Paper Mario: Color Blast puts the gamer in a position where he/she must blast colored objects to steal their color and progressively upgrade the weapon so it can hold more paint. Image Source: My Nintendo News

Paper Mario: Color Splash is one of those Nintendo games that looks like nothing else on the Wii U. Irreverent and strange, the title lives in the conflicted territory between platform-adventure games and RPG.

The game when Toad goes missing in Port Prisma seaside resort.  Mario must smash his way through battalions of Shy Guys in the vacation spot. The plumber will save the day with the help of a special color-splashing hammer and a free paint bucket named Huey.

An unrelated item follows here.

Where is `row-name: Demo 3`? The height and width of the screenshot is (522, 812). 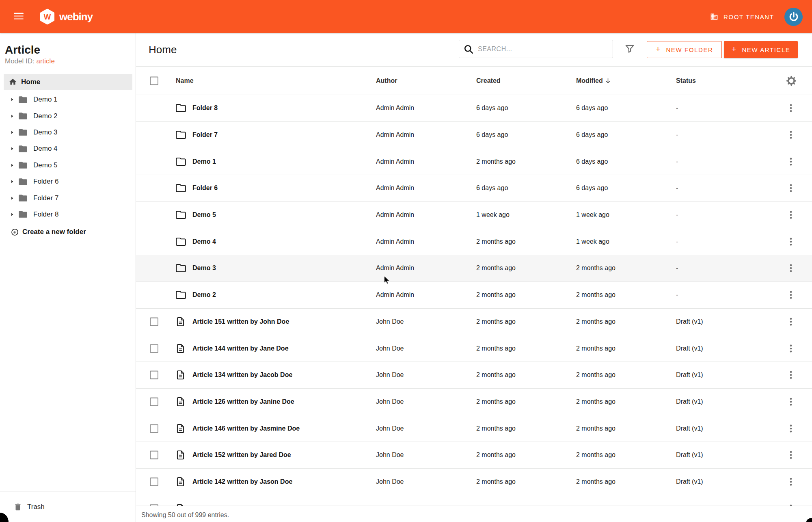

Color Splash doesn’t go all the way in RPG elements like the original Paper Mario: Sticker Star or Mario&Luigi: Paper Jam Bros. But it has all the features that differentiate the series: it’s beautiful, talented, funny, entertainment and has an extended gameplay. The game has a price tag of $59.99 on digital and physical retailers.

The core game of Paper Mario: Color Splash

 There are other 39 areas beyond the starting Port Prisma, from icy locales to humid tropics. The player has the task of coloring the regions, with one of the three primary colors (red, blue, or yellow),  but the hammer holds a limit quantity of paint.

Mario must blast colored objects to steal their color and progressively upgrade the weapon so it can hold more paint. Hammer experience points, in the form of stick icons, drop as loot after each battle.

By the time Mario clears 20 or so stages, the hammer won’t be running out of paint anymore. Also, the player will have access to other hammers, like one unrolls paper bridges to cross over ledges

The main combat mechanics are the combat cars

 Each card represents an offensive or defensive move. Mario can build up his combat decks by buying cards at a shop, and he can rack up the damage by timing attacks.

Mario must earn high-end cards to access the difficult parts of the stages and defeat the strongest enemies.

There is a training dojo in Color Splash where players can learn how to time strikes without sacrificing cards. Morse so, different cards count as variants of an attack or defense skill that functions the same way, just with varying degrees of power. So, jumping on a Goomba with an iron boot is the same as jumping with a beat-up boot.

Most enemies have particular weaknesses, so the player must choose the right cards for the right opponents. Some strategies go as far back as the original Super Mario Bros., like using a Koopa shell to clear a row of enemies; and some others as overpowered as using a Final Fantasy-like summon to blow away a couple of Shy Guys.